Oliver Bearman said Formula 2 did not prepare him for the physical demands of Formula 1, revealing that his surprise Ferrari debut at the 2024 Saudi Arabian Grand Prix quickly became a fight to manage severe neck strain on the way to seventh place.
Bearman was drafted in at short notice to replace Carlos Sainz after the Ferrari driver underwent emergency appendix surgery, and still came within 0.036 seconds of reaching Q3 before qualifying 11th in Jeddah. His one-off appearance also made him the youngest driver ever to race for Ferrari.
Speaking in a Formula 1 video, Bearman said the jump from F2 pace to F1 load was immediate. "My first lap in FP3, it was like 12 seconds faster than my pole lap I did in F2 the day before," he said. "On my first run, my neck was gone already. So, I was not really looking forward to that race. And it hurt."
That physical shock, rather than the occasion itself, became the defining part of his debut. After Esteban Ocon said nothing prepares a driver for the strain an F1 car puts on the neck, Bearman agreed and explained just how big the step felt from the junior category.
"Exactly. Because F2, for me, was easy physically," Bearman said. "The neck was not even a factor. Then I did an F1 race, and my neck was everything. It was a crazy step. But a fun day, fun night."
Even with that limitation, Bearman still had to handle the pressure of a Ferrari call-up and the demands of a Grand Prix run at Jeddah. In the closing stages he held off both Lando Norris and Lewis Hamilton, turning a late emergency substitution into a points finish that underlined both the scale of the challenge and how quickly he adapted to it.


» **TASK TO CARRY OUT**
Every line from the one with "Image is 737x560 pixels." through the final line of the data below goes in the answer, copied exactly. Pictures do not.
━━ PROVIDED INFORMATION
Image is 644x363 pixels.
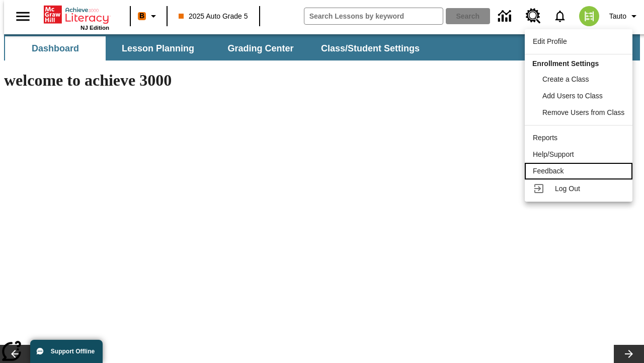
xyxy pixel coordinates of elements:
span: Reports [533,134,557,141]
span: Remove Users from Class [543,108,624,116]
span: Create a Class [543,75,589,83]
span: Log Out [555,184,580,192]
span: Feedback [533,167,564,175]
span: Enrollment Settings [532,59,599,68]
span: Edit Profile [533,37,567,45]
span: Add Users to Class [543,91,603,100]
span: Help/Support [533,150,574,158]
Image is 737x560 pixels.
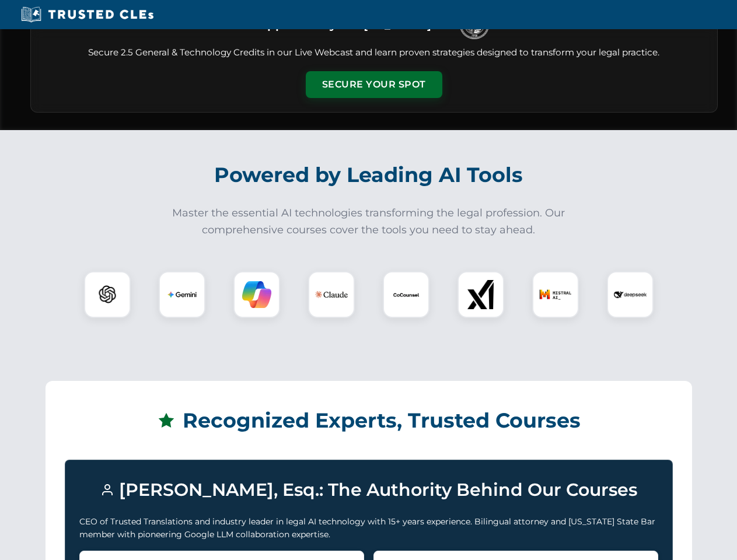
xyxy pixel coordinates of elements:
[159,272,205,318] div: Gemini
[614,278,647,311] img: DeepSeek Logo
[607,272,654,318] div: DeepSeek
[84,272,131,318] div: ChatGPT
[532,272,579,318] div: Mistral AI
[467,280,496,309] img: xAI Logo
[234,272,280,318] div: Copilot
[540,278,572,311] img: Mistral AI Logo
[308,272,355,318] div: Claude
[168,280,197,309] img: Gemini Logo
[242,280,272,309] img: Copilot Logo
[392,280,421,309] img: CoCounsel Logo
[383,272,430,318] div: CoCounsel
[165,205,573,239] p: Master the essential AI technologies transforming the legal profession. Our comprehensive courses...
[306,71,443,98] button: Secure Your Spot
[90,278,125,312] img: ChatGPT Logo
[17,6,157,23] img: Trusted CLEs
[315,278,348,311] img: Claude Logo
[79,474,658,506] h3: [PERSON_NAME], Esq.: The Authority Behind Our Courses
[458,272,505,318] div: xAI
[79,515,658,541] p: CEO of Trusted Translations and industry leader in legal AI technology with 15+ years experience....
[46,155,692,195] h2: Powered by Leading AI Tools
[45,46,703,59] p: Secure 2.5 General & Technology Credits in our Live Webcast and learn proven strategies designed ...
[65,401,673,441] h2: Recognized Experts, Trusted Courses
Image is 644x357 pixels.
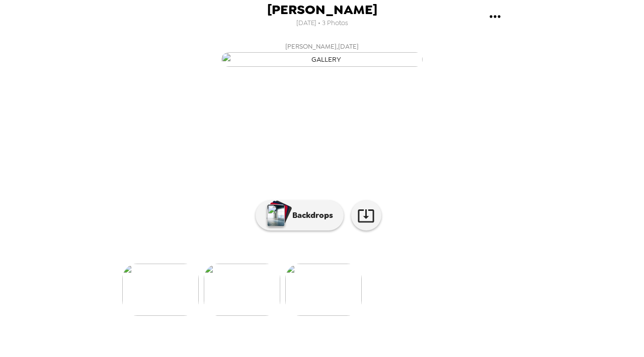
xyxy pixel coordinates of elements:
━━━━
» **SOLUTION TO THIS TASK**
Image is 737x560 pixels.
xyxy pixel coordinates of elements:
[159,272,205,318] div: Gemini
[614,278,647,311] img: DeepSeek Logo
[607,272,654,318] div: DeepSeek
[84,272,131,318] div: ChatGPT
[532,272,579,318] div: Mistral AI
[467,280,496,309] img: xAI Logo
[234,272,280,318] div: Copilot
[540,278,572,311] img: Mistral AI Logo
[308,272,355,318] div: Claude
[168,280,197,309] img: Gemini Logo
[242,280,272,309] img: Copilot Logo
[392,280,421,309] img: CoCounsel Logo
[383,272,430,318] div: CoCounsel
[165,205,573,239] p: Master the essential AI technologies transforming the legal profession. Our comprehensive courses...
[306,71,443,98] button: Secure Your Spot
[90,278,125,312] img: ChatGPT Logo
[17,6,157,23] img: Trusted CLEs
[315,278,348,311] img: Claude Logo
[79,474,658,506] h3: [PERSON_NAME], Esq.: The Authority Behind Our Courses
[458,272,505,318] div: xAI
[79,515,658,541] p: CEO of Trusted Translations and industry leader in legal AI technology with 15+ years experience....
[46,155,692,195] h2: Powered by Leading AI Tools
[45,46,703,59] p: Secure 2.5 General & Technology Credits in our Live Webcast and learn proven strategies designed ...
[65,401,673,441] h2: Recognized Experts, Trusted Courses
Image is 644x357 pixels.
xyxy pixel coordinates of elements:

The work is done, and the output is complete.